A Not Great Easter
- Barb Chambers
- Apr 4, 2023
- 4 min read

I’d never heard of viral arthritis, until I got it. It makes all of your joints ache terribly and I wound up being hospitalized for it.
I was only 8 years old, so I was placed in the children’s ward, which was just one big room with multiple beds. As far as I was concerned, I had the best spot there, right by a fish tank built into the wall. Not only could I watch the fish, but I could look through the tank and into the corridor to spy on the nurses’ station.
When that failed to entertain, there was a TV on the other end of the room. I wasn’t minding that. It felt like an adventure, albeit a forced one. No parents were allowed to stay past visiting hours though, and that was a little unsettling. In retrospect, I’m sure the separation was worse for them than it was for me. In fact, I know it was worse for them, because my diagnosis took a few days to determine, and some of the possibilities on the list were pretty grim. My folks went above and beyond to protect me from that fact; I was a full-grown adult before they told me.
I was in a strange bed, in a strange place, and not feeling great, but told to get a good night’s sleep. Except nighttime is when the nurses came into our room to watch that TV. Specifically, The Bobby Vinton Show. I wish I could explain how or why I can remember lying uncomfortably awake listening to Blue Velvet, but all I can say is there are snippets of memories so vivid from this time that I recall them more clearly than yesterday.
After being up late with the TV, and sleeping fitfully due to strange and loud hospital noises all night, not to mention being sick, I was pretty groggy the next morning when they woke us all up. That’s why I thought maybe I was misunderstanding the nurse when she denied me breakfast because I needed an empty stomach for the operation I was about to have. Say what now? Again, she insisted I was having surgery later that morning. That scared me. The adults I usually had to protect me weren’t allowed in yet, and the adult in front of me was now the bad guy. I mounted as strong of a case as I could for a third grader, “I’m really sure my mom would have told me if I was having an operation.” I did think I was speaking the truth, and surely if Mom didn’t want to tell me a doctor would have, but then I wondered, what if this is how it’s done? They spring it on you so you don’t worry. Well, mission failed. I was worried.
Eventually, a doctor came into the room, walked to another bed, and soon after started yelling. He was furious. He discovered the nurses had confused me with another little girl and she was the one scheduled for surgery. Because they gave her my breakfast she couldn’t have her procedure. While I was very grateful to have hung on to my perfectly healthy appendix, my confidence in the medical profession was dealt a severe blow. Also, I was hungry.
Not having a patient advocate, this 8-year-old had to fight for her breakfast. By the time all the surgery drama had settled down, and I got a nurse’s attention to ask for my previously denied eggs, I was told the meal service was over. So now I’m Oliver, begging for food. That’s really the ticket to successful kiddom, when all else fails, look pitiful and the likelihood of getting your way goes way up.
The make-up breakfast they finally dropped off for me consisted of a little carton of milk, a tiny box of cereal, a hard-boiled egg, and a banana; all things impossible to open with arthritic fingers. I had to wait for the mom of another patient, who happened to be the first visitor to arrive that morning, to ask her to please help me get into everything.
This all happened right around Easter. I only remember that because someone dressed as the Easter Bunny came through the ward and gave all of us little gifts and a dyed egg. Well, the gift was cool, but what do I want with another egg I can’t open? I gave it to my mom when she next visited and she put it in her purse. Later, when she got home, she made a series of unpleasant discoveries: it had been a raw egg, it had broken, and it was all over the contents of her bag. Who dyes raw eggs? And gives them to sick, hospitalized children? That’s just wrong. And yet, hearing my dad tell me about it that night was probably the hardest we all laughed during those stressful days.
I was released after four days and immediately upon getting home took the most epic nap of my life. My bed had never felt more comfortable, and my room had never seemed so quiet. And I had an egg salad sandwich made from a dyed hard-boiled egg, like normal people do.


Problem to work on: Begin with the line containing "Where is tower?" and copy each line exactly through the last line of the entries, inclusive.

Saved data entries
____________

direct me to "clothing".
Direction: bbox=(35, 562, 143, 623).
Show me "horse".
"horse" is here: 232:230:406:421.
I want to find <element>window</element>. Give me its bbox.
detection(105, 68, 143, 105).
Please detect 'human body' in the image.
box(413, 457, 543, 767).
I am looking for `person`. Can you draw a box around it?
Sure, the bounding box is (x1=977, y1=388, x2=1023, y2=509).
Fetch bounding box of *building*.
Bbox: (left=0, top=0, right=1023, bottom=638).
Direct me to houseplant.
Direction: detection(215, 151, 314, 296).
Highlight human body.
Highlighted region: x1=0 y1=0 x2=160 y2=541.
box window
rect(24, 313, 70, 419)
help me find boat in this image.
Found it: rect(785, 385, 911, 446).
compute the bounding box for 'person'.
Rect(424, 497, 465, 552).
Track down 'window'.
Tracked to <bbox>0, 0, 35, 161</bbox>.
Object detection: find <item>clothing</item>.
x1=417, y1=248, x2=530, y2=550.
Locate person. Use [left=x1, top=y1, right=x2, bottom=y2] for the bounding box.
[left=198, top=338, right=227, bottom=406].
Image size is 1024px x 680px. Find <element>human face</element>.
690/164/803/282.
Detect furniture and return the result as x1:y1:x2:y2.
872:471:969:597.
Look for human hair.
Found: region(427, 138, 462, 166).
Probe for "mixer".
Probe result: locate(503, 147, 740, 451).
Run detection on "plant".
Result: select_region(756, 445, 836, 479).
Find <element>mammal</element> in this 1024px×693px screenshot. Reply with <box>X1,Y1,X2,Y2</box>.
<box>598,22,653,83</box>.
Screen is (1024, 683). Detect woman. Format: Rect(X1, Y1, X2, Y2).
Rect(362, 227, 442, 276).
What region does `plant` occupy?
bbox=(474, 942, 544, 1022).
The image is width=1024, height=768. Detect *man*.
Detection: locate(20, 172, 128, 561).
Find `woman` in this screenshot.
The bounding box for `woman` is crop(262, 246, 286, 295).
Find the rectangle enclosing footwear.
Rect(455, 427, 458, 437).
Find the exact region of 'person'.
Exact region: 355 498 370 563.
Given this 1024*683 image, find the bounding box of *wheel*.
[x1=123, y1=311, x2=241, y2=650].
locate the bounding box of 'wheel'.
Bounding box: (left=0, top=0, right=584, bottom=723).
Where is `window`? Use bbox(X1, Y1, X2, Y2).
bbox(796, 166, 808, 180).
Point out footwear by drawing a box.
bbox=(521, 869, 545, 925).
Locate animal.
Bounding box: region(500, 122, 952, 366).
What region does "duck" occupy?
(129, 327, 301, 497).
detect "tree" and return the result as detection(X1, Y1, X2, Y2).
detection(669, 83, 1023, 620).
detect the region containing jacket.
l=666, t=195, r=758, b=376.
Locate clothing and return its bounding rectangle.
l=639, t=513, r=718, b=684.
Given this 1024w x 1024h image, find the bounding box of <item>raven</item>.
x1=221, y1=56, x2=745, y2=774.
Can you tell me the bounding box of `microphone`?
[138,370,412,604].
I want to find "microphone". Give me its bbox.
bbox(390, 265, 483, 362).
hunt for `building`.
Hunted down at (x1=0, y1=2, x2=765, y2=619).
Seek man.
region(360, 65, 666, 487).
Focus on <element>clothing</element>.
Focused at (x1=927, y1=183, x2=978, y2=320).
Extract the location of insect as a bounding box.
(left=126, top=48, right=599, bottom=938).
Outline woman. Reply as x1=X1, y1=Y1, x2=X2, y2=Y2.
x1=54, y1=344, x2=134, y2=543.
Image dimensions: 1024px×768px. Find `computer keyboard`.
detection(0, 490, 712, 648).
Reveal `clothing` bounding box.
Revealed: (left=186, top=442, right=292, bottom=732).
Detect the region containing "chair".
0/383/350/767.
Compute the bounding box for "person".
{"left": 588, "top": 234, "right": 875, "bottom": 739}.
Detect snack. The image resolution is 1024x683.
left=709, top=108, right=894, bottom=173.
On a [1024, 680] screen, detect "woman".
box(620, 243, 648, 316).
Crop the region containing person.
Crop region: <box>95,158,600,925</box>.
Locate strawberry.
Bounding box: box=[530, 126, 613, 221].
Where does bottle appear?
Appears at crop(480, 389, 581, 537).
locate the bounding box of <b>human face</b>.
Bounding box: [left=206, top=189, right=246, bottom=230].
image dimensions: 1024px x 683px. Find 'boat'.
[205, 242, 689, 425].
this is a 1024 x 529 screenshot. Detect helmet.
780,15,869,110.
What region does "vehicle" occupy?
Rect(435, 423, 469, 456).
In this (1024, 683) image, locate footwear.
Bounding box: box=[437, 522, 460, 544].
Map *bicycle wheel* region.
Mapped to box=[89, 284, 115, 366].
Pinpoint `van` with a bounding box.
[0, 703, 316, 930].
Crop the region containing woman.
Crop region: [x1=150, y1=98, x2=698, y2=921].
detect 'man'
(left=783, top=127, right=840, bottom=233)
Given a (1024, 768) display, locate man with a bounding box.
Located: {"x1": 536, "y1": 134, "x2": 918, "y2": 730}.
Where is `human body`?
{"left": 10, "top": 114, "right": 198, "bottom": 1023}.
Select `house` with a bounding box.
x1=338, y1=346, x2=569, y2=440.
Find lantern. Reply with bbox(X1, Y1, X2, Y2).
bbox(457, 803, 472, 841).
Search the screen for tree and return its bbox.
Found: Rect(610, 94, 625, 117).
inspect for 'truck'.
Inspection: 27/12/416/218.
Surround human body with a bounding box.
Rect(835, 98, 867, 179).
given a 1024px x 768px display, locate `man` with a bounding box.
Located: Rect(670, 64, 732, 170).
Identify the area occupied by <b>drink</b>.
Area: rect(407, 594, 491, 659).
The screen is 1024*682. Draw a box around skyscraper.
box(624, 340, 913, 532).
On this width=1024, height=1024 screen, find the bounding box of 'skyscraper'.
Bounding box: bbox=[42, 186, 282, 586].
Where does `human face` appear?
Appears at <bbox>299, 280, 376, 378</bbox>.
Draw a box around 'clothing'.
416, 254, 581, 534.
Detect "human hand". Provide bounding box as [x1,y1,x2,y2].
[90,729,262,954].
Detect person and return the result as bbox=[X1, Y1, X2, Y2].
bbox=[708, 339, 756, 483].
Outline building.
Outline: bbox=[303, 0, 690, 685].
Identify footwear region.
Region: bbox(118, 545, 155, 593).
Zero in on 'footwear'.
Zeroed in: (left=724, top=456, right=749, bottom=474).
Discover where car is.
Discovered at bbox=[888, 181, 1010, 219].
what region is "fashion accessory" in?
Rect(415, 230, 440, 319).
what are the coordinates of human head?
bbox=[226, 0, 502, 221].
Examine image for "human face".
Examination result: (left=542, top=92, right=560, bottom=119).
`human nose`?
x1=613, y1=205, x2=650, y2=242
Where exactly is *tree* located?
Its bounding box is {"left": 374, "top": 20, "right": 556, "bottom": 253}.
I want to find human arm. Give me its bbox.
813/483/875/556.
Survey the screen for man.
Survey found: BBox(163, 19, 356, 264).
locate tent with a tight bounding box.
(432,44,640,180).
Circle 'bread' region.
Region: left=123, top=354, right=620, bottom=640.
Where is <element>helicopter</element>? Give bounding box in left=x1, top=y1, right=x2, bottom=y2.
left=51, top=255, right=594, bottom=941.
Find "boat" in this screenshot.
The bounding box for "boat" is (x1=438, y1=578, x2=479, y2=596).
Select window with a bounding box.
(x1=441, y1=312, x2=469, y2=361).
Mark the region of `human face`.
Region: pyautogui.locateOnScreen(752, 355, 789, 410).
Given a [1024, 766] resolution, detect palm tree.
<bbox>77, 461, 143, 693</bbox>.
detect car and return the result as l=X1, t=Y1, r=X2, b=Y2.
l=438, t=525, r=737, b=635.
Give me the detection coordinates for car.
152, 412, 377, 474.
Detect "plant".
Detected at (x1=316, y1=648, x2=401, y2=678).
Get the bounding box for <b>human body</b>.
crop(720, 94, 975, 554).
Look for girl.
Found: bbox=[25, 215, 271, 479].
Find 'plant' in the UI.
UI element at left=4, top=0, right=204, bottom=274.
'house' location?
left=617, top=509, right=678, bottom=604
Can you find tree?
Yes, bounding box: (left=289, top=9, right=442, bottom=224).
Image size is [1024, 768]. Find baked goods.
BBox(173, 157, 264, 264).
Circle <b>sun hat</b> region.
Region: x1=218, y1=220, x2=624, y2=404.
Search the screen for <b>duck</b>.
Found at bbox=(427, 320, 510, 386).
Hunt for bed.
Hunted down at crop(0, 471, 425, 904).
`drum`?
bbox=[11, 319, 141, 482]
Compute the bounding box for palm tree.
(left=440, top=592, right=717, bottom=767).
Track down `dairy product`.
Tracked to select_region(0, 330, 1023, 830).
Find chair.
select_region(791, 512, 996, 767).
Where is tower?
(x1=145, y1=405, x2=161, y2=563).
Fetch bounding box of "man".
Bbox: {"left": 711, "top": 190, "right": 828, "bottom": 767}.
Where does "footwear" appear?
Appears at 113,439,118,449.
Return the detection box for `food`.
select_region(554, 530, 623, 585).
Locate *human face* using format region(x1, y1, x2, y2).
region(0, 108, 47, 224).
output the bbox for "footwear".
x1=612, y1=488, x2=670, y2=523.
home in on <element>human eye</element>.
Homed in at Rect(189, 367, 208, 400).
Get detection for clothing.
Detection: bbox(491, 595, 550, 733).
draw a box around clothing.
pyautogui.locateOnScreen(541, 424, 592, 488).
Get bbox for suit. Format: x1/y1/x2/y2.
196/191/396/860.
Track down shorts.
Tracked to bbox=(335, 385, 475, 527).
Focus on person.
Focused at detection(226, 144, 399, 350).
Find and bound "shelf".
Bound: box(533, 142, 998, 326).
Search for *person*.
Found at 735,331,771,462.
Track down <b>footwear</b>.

____________

Task answer:
Where is tower?
(x1=145, y1=405, x2=161, y2=563).
Fetch bounding box of "man".
Bbox: {"left": 711, "top": 190, "right": 828, "bottom": 767}.
Where does "footwear" appear?
Appears at 113,439,118,449.
Return the detection box for `food`.
select_region(554, 530, 623, 585).
Locate *human face* using format region(x1, y1, x2, y2).
region(0, 108, 47, 224).
output the bbox for "footwear".
x1=612, y1=488, x2=670, y2=523.
home in on <element>human eye</element>.
Homed in at Rect(189, 367, 208, 400).
Get detection for clothing.
Detection: bbox(491, 595, 550, 733).
draw a box around clothing.
pyautogui.locateOnScreen(541, 424, 592, 488).
Get bbox for suit. Format: x1/y1/x2/y2.
196/191/396/860.
Track down shorts.
Tracked to bbox=(335, 385, 475, 527).
Focus on person.
Focused at detection(226, 144, 399, 350).
Find and bound "shelf".
Bound: box(533, 142, 998, 326).
Search for *person*.
Found at 735,331,771,462.
Track down <b>footwear</b>.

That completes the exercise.